Should he head back into the woods? Should he try to follow this path that marked the place where civilization had cut a track through the country side? Did he want people, or did he not? He still was not clear about how he felt about the answer to the last of those questions. He was still feeling kind of let down by people in general (and a little bit by himself). He took the road anyway.

Now what?

He still did not know, but he did know that a woodsman was something that he was not. He picked right because it did not seem to matter which direction he chose - the road had to lead somewhere either way. He kept on walking and considered the possibility of one of the camps. It was a notion that he dismissed before he came to the intersection where the gravel met a blacktop some two or three miles from where he had begun to follow it. He would not go to one of the camps - not if there was any way for him to get around it. Out here, at least, he could depend on his own decisions (good or bad) and his own devices (however paltry in the face of the situation at hand they might prove to be). In a camp, you were dependent on other people's decisions and other people's plans and could do little more than wait for whatever was going to happen to you knowing that very little that you did would change the outcome either way.

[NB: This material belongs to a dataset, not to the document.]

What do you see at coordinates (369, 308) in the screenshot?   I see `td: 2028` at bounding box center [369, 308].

That was not what he wanted. He had gotten rather attached to the concept of him trying, and one of the camps would not suit that purpose overly well.

Now what?

He faced the intersection and decided that he would take the blacktop and go left (because it had been right last time, and he might as well change things up a bit). So, he did. He kept walking and waited for the inevitable confrontation with others that would be coming. He may not have encountered anyone on the gravel road, but the paved one was likely to be a different story. He must be close to somewhere. There would be families or patrols or something, and someone would stop him and demand to know what he was up to so close to their property. Of course, he might run into someone of less than scrupulous morals first - in which case he was liable to be shot first with the questions left for never.

He saw a lot of fields, but he glimpsed only one house. It was not far back off the road, but there was no sign of movement anywhere in its vicinity. He might have gone to check it out, but the sight of the broken windows on the front porch told him that it was unlikely that he would find anything useful if it was, in fact, as abandoned as it appeared. Besides, he could not shake the feeling that he was being watched the whole time that the house was in view, and he had spent enough time out in the earlier days of everything going off the rails to recognize when he should listen to his instincts when they told him that something should be left alone.

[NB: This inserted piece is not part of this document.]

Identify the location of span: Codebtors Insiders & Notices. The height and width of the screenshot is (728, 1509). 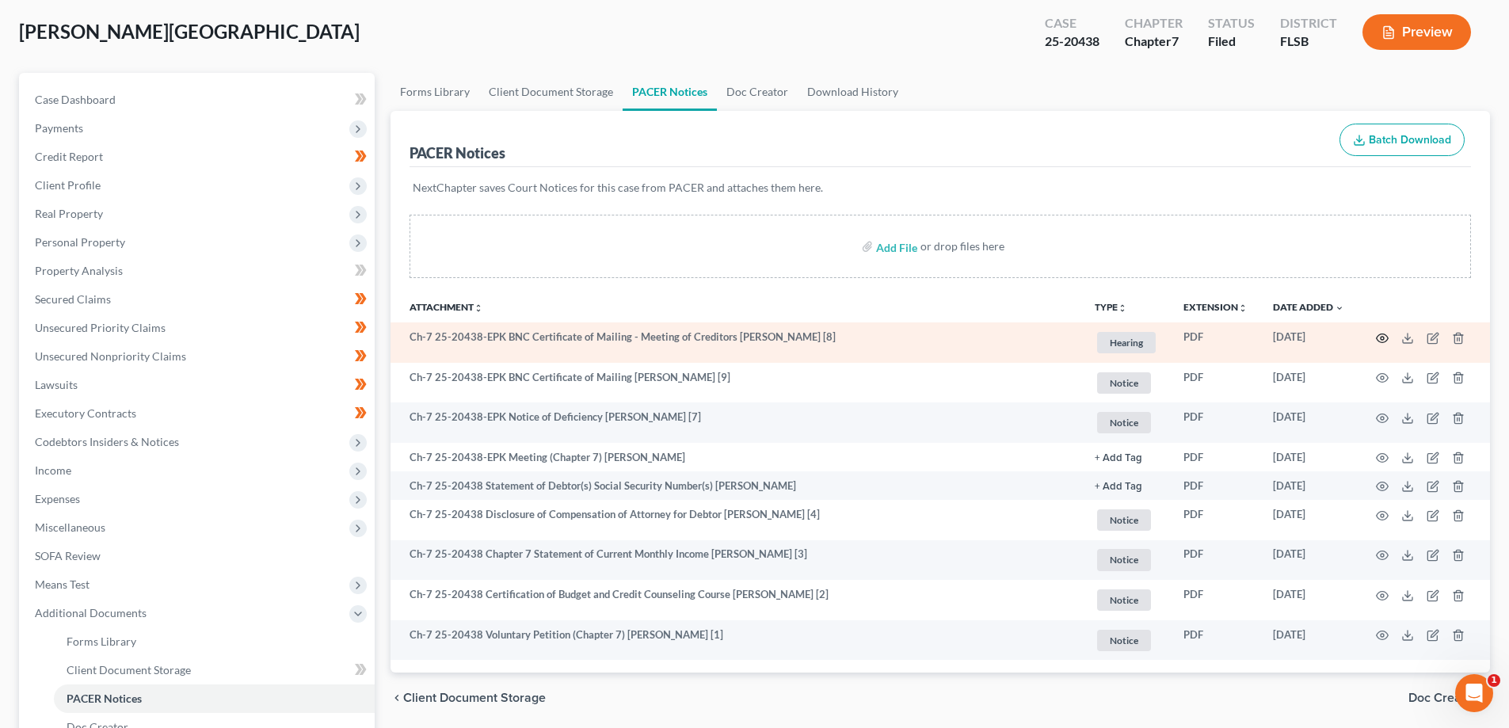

The blacktop came (rather quickly to his sense of distance and time) to a highway (the number on the sign being one that he could not seem to place). He could already see the convoy approaching in the distance as he came to where the two roads met. It appeared to be military from what he could see in the distance, but it was moving more slowly than he would have expected (or maybe he just had an exaggerated sense of how fast vehicles should move after all of the walking that he had been doing).

Now what?

He could slip far enough away from the road to try to remain unseen. He could stay where he was. He could even move out to the shoulder. Which did he want? He did not know, but he was going to have to make up his mind soon. He was running out of time.